GWC Blog
Why This Blog Exists: 20 Years Inside Supply Chains (and What Most People Get Wrong)
Published Jan 1, 2026
A practical field guide for operators, founders, and teams sourcing from Asia—built from two decades on the factory floor, not behind a desk.
A practical field guide for operators, founders, and teams sourcing from Asia—built from two decades on the factory floor, not behind a desk.
This blog is not theory. It is the accumulated result of 20 years inside real operations—where decisions have consequences, timelines are tight, and mistakes cost real money.
If you are sourcing products, building suppliers, or trying to scale operations without a large team behind you, this is for you.
Who This Is For
This is built for teams that are:
- scaling without a dedicated sourcing or procurement function
- working directly with overseas suppliers for the first time
- dealing with unclear quotes, inconsistent quality, or delays
- trying to move fast without getting burned
If you have ever thought “this should not be this confusing”, you are in the right place.
What You Will Get From This Blog
Everything here is meant to be immediately usable.
You will find:
- how to vet suppliers before you send money
- how to break down quotes and spot hidden costs
- how to structure quality control before production starts
- how to avoid common communication breakdowns
- how to reduce delays, rework, and unnecessary cost
No fluff. No recycled advice. Just execution.
Where This Comes From
I did not start in consulting.
I started walking into a warehouse at a startup—handling orders, learning the basics, and figuring things out the hard way.
From there, I moved through:
- warehouse operations and fulfillment
- production line management
- drop-ship coordination and ERP execution (NetSuite)
- buying and supplier negotiation
Eventually, I moved to Asia to build and scale operations directly.
Over time, that turned into:
- setting up production lines in China
- managing factories and fulfillment teams on the ground
- leading Asia operations as China GM
- overseeing procurement as VP-level leadership
- expanding production across Vietnam, Indonesia, and India
This was not clean. It was not structured. It was built under pressure, with real constraints.
That is where this perspective comes from.
Why This Matters
Large companies can absorb mistakes.
Most businesses cannot.
One bad supplier, one unclear spec, or one poorly structured quote can:
- delay a launch by weeks
- wipe out margin
- damage customer trust
The goal here is simple:
shorten your learning curve and reduce avoidable mistakes.
What Makes This Different
There are a lot of sourcing blogs.
Most are:
- surface-level
- written without real factory exposure
- optimized for traffic, not outcomes
This is built differently.
Everything here comes from:
- being on the ground
- dealing with suppliers directly
- fixing problems after they happen
- building systems that actually hold up under pressure
Where PayPrompt (and Other Tools) Fit
You will occasionally see tools referenced here—including PayPrompt.
That is intentional.
Cash flow, supplier management, and operations are all connected. If one breaks, everything feels it.
But this blog is not about pushing products.
It is about giving you leverage—whether that is through process, insight, or tools.
What Comes Next
Future posts will break down real scenarios, including:
- supplier mistakes that cost real money (and how to avoid them)
- how to read quotes like an operator, not a buyer
- how to structure production so issues are caught early
- how to communicate in a way suppliers actually respond to
Each post will aim to give you something you can apply immediately.
Final Note
If you are building something real—products, supply chains, or operations—and you want fewer surprises, faster execution, and better outcomes, you are in the right place.
This is not content for browsing.
This is content for people who are in it.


* **INSTRUCTIONS FOR THE TASK**
Which lines in the records below contain the word "Show"? Copy each of them.

* **THE DATA**
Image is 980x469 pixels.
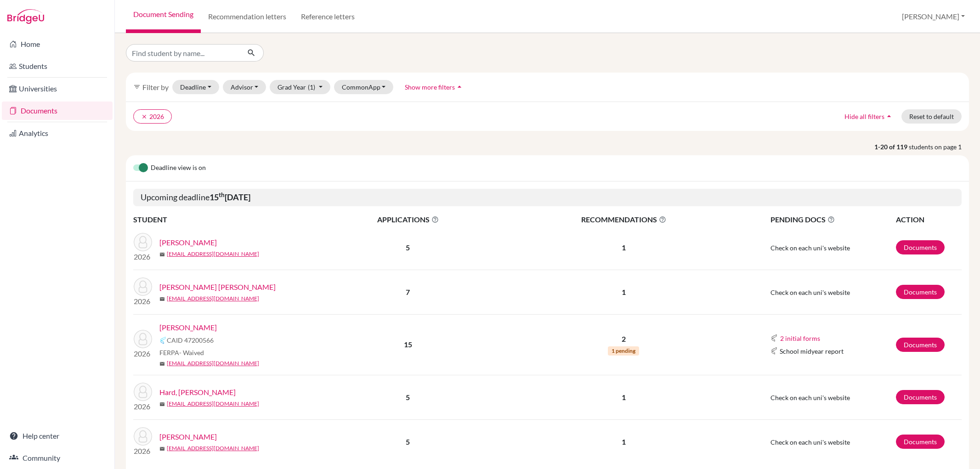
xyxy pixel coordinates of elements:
[844,113,884,120] span: Hide all filters
[218,191,225,199] sup: th
[308,83,315,91] span: (1)
[334,80,394,94] button: CommonApp
[2,57,113,75] a: Students
[159,322,217,333] a: [PERSON_NAME]
[771,439,849,446] span: Check on each uni's website
[2,35,113,54] a: Home
[884,112,893,121] i: arrow_drop_up
[908,142,968,151] span: students on page 1
[133,233,152,252] img: Averbakh, David
[2,124,113,142] a: Analytics
[159,446,165,451] span: mail
[405,393,410,402] b: 5
[2,448,113,467] a: Community
[133,382,152,401] img: Hard, Olivia
[133,401,152,412] p: 2026
[2,101,113,120] a: Documents
[133,109,172,124] button: clear2026
[133,214,317,226] th: STUDENT
[780,346,843,356] span: School midyear report
[780,333,821,344] button: 2 initial forms
[405,83,455,91] span: Show more filters
[166,399,259,408] a: [EMAIL_ADDRESS][DOMAIN_NAME]
[166,250,259,258] a: [EMAIL_ADDRESS][DOMAIN_NAME]
[141,114,148,120] i: clear
[133,295,152,307] p: 2026
[405,243,410,252] b: 5
[133,189,961,206] h5: Upcoming deadline
[223,80,267,94] button: Advisor
[499,392,747,403] p: 1
[901,109,961,124] button: Reset to default
[159,337,166,344] img: Common App logo
[159,282,276,293] a: [PERSON_NAME] [PERSON_NAME]
[837,109,901,124] button: Hide all filtersarrow_drop_up
[159,252,165,257] span: mail
[133,277,152,295] img: Cheong, Jin Xuan Charlene
[209,192,251,202] b: 15 [DATE]
[499,334,747,345] p: 2
[896,285,944,299] a: Documents
[771,335,778,342] img: Common App logo
[608,346,639,355] span: 1 pending
[2,427,113,445] a: Help center
[771,244,849,252] span: Check on each uni's website
[896,240,944,254] a: Documents
[896,434,944,448] a: Documents
[133,427,152,446] img: Ziems, Anna
[166,444,259,452] a: [EMAIL_ADDRESS][DOMAIN_NAME]
[771,214,895,225] span: PENDING DOCS
[396,80,472,94] button: Show more filtersarrow_drop_up
[166,294,259,303] a: [EMAIL_ADDRESS][DOMAIN_NAME]
[133,252,152,262] p: 2026
[499,214,747,225] span: RECOMMENDATIONS
[318,214,498,225] span: APPLICATIONS
[159,296,165,302] span: mail
[405,287,410,296] b: 7
[499,242,747,253] p: 1
[133,329,152,348] img: Fregeau, Ben
[159,431,217,442] a: [PERSON_NAME]
[159,402,165,407] span: mail
[499,437,747,448] p: 1
[2,80,113,98] a: Universities
[179,349,204,356] span: - Waived
[455,82,464,91] i: arrow_drop_up
[126,44,240,62] input: Find student by name...
[405,438,410,446] b: 5
[896,337,944,352] a: Documents
[7,9,44,24] img: Bridge-U
[771,394,849,402] span: Check on each uni's website
[896,390,944,405] a: Documents
[159,347,204,357] span: FERPA
[404,340,412,349] b: 15
[172,80,219,94] button: Deadline
[895,214,961,226] th: ACTION
[771,288,849,296] span: Check on each uni's website
[142,82,168,91] span: Filter by
[159,387,235,397] a: Hard, [PERSON_NAME]
[269,80,330,94] button: Grad Year(1)
[874,142,908,151] strong: 1-20 of 119
[133,83,141,90] i: filter_list
[159,361,165,367] span: mail
[898,8,968,25] button: [PERSON_NAME]
[159,237,217,248] a: [PERSON_NAME]
[133,446,152,456] p: 2026
[166,336,214,345] span: CAID 47200566
[166,359,259,368] a: [EMAIL_ADDRESS][DOMAIN_NAME]
[771,347,778,354] img: Common App logo
[499,286,747,298] p: 1
[150,163,206,174] span: Deadline view is on
[133,348,152,359] p: 2026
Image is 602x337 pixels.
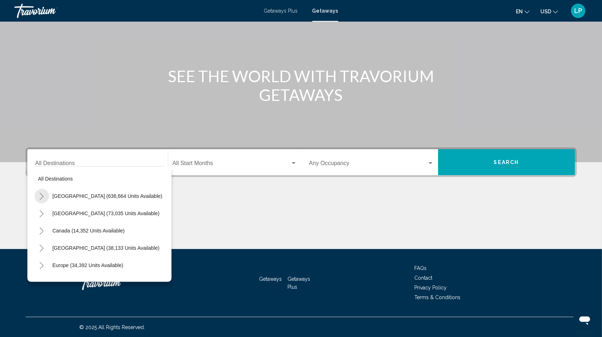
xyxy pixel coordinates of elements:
span: en [516,9,523,14]
div: Search widget [27,149,575,175]
button: User Menu [569,3,587,18]
button: Toggle United States (636,664 units available) [35,189,49,203]
a: Getaways Plus [287,276,310,290]
a: Getaways Plus [264,8,298,14]
a: Privacy Policy [415,285,447,290]
button: Search [438,149,575,175]
button: [GEOGRAPHIC_DATA] (73,035 units available) [49,205,163,222]
button: Australia (2,655 units available) [49,274,127,291]
a: FAQs [415,265,427,271]
span: USD [540,9,551,14]
a: Contact [415,275,433,281]
span: [GEOGRAPHIC_DATA] (38,133 units available) [53,245,160,251]
span: Search [494,160,519,165]
button: Canada (14,352 units available) [49,222,129,239]
a: Getaways [259,276,282,282]
span: Canada (14,352 units available) [53,228,125,233]
button: Europe (34,392 units available) [49,257,127,273]
button: [GEOGRAPHIC_DATA] (38,133 units available) [49,240,163,256]
a: Travorium [80,272,152,294]
span: LP [574,7,582,14]
a: Travorium [14,4,257,18]
button: Toggle Canada (14,352 units available) [35,223,49,238]
button: Toggle Australia (2,655 units available) [35,275,49,290]
button: Change language [516,6,529,17]
button: Toggle Mexico (73,035 units available) [35,206,49,220]
span: [GEOGRAPHIC_DATA] (73,035 units available) [53,210,160,216]
button: Toggle Europe (34,392 units available) [35,258,49,272]
button: All destinations [35,170,164,187]
span: Europe (34,392 units available) [53,262,124,268]
iframe: Button to launch messaging window [573,308,596,331]
button: Toggle Caribbean & Atlantic Islands (38,133 units available) [35,241,49,255]
button: [GEOGRAPHIC_DATA] (636,664 units available) [49,188,166,204]
a: Getaways [312,8,338,14]
span: [GEOGRAPHIC_DATA] (636,664 units available) [53,193,162,199]
span: © 2025 All Rights Reserved. [80,324,145,330]
a: Terms & Conditions [415,294,461,300]
h1: SEE THE WORLD WITH TRAVORIUM GETAWAYS [166,67,436,104]
span: All destinations [38,176,73,182]
button: Change currency [540,6,558,17]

* **EXERCISE OUTPUT**
[405,83,455,91] span: Show more filters
[396,80,472,94] button: Show more filtersarrow_drop_up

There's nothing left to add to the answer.